1528. In November 1527 the Bernese city council resolved to hold a disputation upholding the sole authority of the Word of God in religious affairs. Bishops from Constance, Basle, Lausanne, and Wallis with delegates from all the Swiss cantons were invited. The Zurich council agreed on 7 December, with Zwingli* announcing to Oecolampadius* that all was ready. Delegates from Schaffhausen, St. Gall, and Constance assembled in Zurich on 1 January 1528, setting out with 300 armored men to the borders of Berne. The disputation began on 5 January and lasted until the twenty-sixth. Berthold Haller and Francis Kolb of Berne with Zwingli's aid prepared ten theses for debate, and these were begun with Kolb reading the first thesis: “The Holy Christian Church whose only Head is Christ, is born and nourished out of God's Word and hears not the voice of a stranger.”

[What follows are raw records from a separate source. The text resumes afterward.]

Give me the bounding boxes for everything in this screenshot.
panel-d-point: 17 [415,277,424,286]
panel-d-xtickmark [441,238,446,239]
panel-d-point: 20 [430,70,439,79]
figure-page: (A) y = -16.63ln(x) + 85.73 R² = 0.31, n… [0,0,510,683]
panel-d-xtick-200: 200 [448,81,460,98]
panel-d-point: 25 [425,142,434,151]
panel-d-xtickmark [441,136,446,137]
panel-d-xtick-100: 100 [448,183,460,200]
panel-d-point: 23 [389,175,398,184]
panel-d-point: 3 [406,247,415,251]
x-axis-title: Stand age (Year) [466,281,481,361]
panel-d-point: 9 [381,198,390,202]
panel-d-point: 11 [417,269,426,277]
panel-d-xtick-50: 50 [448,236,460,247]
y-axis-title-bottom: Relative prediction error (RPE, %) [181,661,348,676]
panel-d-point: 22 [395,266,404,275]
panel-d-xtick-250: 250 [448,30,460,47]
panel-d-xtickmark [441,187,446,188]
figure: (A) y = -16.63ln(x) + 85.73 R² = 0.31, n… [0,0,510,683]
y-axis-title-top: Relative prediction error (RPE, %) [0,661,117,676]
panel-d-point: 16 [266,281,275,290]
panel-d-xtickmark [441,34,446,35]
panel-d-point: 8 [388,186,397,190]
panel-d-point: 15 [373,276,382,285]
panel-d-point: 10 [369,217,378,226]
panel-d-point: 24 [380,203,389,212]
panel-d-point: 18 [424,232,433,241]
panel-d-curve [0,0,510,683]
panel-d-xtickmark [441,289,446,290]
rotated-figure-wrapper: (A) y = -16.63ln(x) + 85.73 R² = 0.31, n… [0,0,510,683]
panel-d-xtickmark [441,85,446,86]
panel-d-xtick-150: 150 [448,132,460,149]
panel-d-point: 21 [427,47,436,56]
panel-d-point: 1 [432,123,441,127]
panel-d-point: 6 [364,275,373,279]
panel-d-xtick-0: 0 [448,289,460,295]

The daily sessions ended with the Bernese city council abolishing the Mass and church images. Zwingli preached two sermons attacking them; Bullinger recounts that a priest robed for the Mass heard Zwingli and refused to hold it any longer. The Acts were published by Christopher Froschouer on 23 April 1528. The heart of the matter is found in thesis III: “Christ is the one wisdom, justice, redemption and satisfaction for the sins of the entire world: therefore to confess any other ground of salvation or merit for sin is to deny Christ.” In spite of Luther's letter to Zwingli of 7 March that nothing had been done, these theses became the vehicle of Bernese entry into Swiss Protestantism. The Reformation came to that Swiss city, as to so many others, in a formal debate.